While the problems of climate change and inequity create a vicious cycle of harm, the solutions to these problems can create a “virtuous circle” of mutually reinforcing benefits. For example, emissions reductions that also cut air pollution can immediately mitigate suffering from asthma and other respiratory diseases. And less air pollution means lower health care costs and reduced pressure on overburdened hospitals.

The potential benefits are staggering. In the United States, eliminating fossil fuel pollution could save 100,000 lives and $880 billion annually. Over the long term, air quality improvements alone could substantially offset, or even exceed, the costs of climate change mitigation.

With the motive and the means to address climate change and inequity, health systems are taking action. For example, Washington state-based Providence hospital system is reducing waste, switching to renewable energy, purchasing local and sustainable foods and phasing out climate-changing anesthetic agents. Providence has cut emissions at its hospitals by nearly 12 percent and 26 of its facilities operate entirely on renewable energy.

And the Impact Purchasing Commitment, created by the Healthcare Anchor Network in partnership with Practice Greenhealth and Health Care Without Harm, directs health care purchasing toward industries that decrease their carbon footprint, produce safer products and services and grow economic opportunities for businesses owned by people of color and women.

Despite resource constraints, members of America’s Essential Hospitals are also taking steps to reduce their energy use and lower emissions. For example, Atrium Health in North Carolina cut energy use by 20 percent, winning the U.S. Environmental Protection Agency’s (EPA) “Energy Star Partner of the Year” award for three consecutive years. The resulting cost savings enabled Atrium to donate $10 million toward affordable housing in the communities it serves.

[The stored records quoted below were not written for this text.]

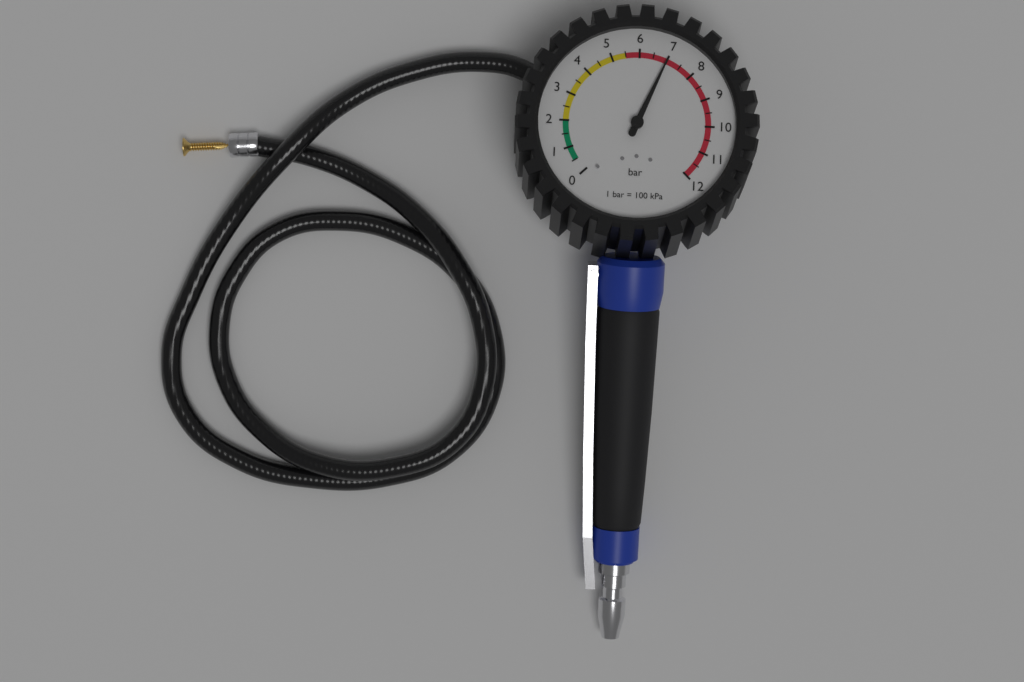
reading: 7.0 bar
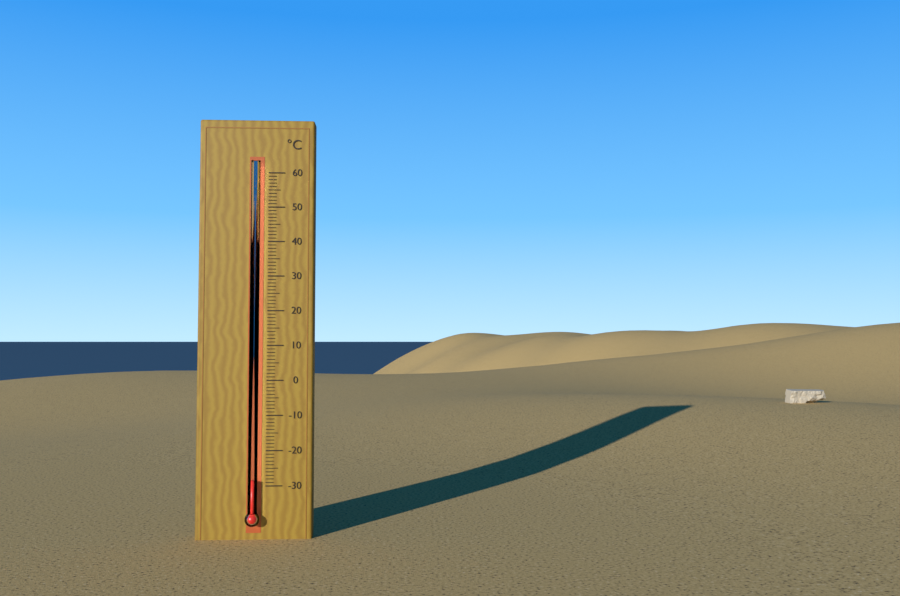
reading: -28 °C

Importantly, essential hospitals are working to build environmental and social resilience in the communities they serve. For example, Boston Medical Center—one of the largest essential hospital and level 1 trauma centers in New England—worked with local stakeholders to identify the top challenges facing its patient population: housing instability and food insecurity. In response, Boston Medical Center has invested nearly $7 million since 2017 to support community projects on housing and nutritional health.

These inspiring examples notwithstanding, relatively few essential hospitals have the capacity to mitigate and prepare for climate change.

That could change. Currently, there is unprecedented momentum at the intersection of climate, health and equity. In addition to issuing an executive order requiring federal agencies to decarbonize their facilities, the Biden administration created a new Office of Climate Change and Health Equity in the Department of Health and Human Services. This new office launched the Health Care Sector Climate Pledge, asking health care stakeholders to commit to halving their greenhouse gas emissions by 2030 and building more climate-resilient infrastructure. It’s a call to action that has already been met by 102 of the nation’s largest health systems.

President Biden also signed into law the Inflation Reduction Act, which will invest $369 billion to drive the growth of clean energy and cut the nation’s carbon footprint. It will deliver financial support to enable health systems to cut emissions, while helping overburdened communities reduce pollution and make zero-emission infrastructure more affordable.

Collectively, these initiatives create a unique opportunity for transformation in the health sector. To achieve the greatest impact, the federal government must prioritize investments in essential hospitals that serve communities on the front lines of climate change and health inequity. With more resources, essential hospitals can engage communities to define and implement just, equitable solutions to the great climate and health challenges of our time.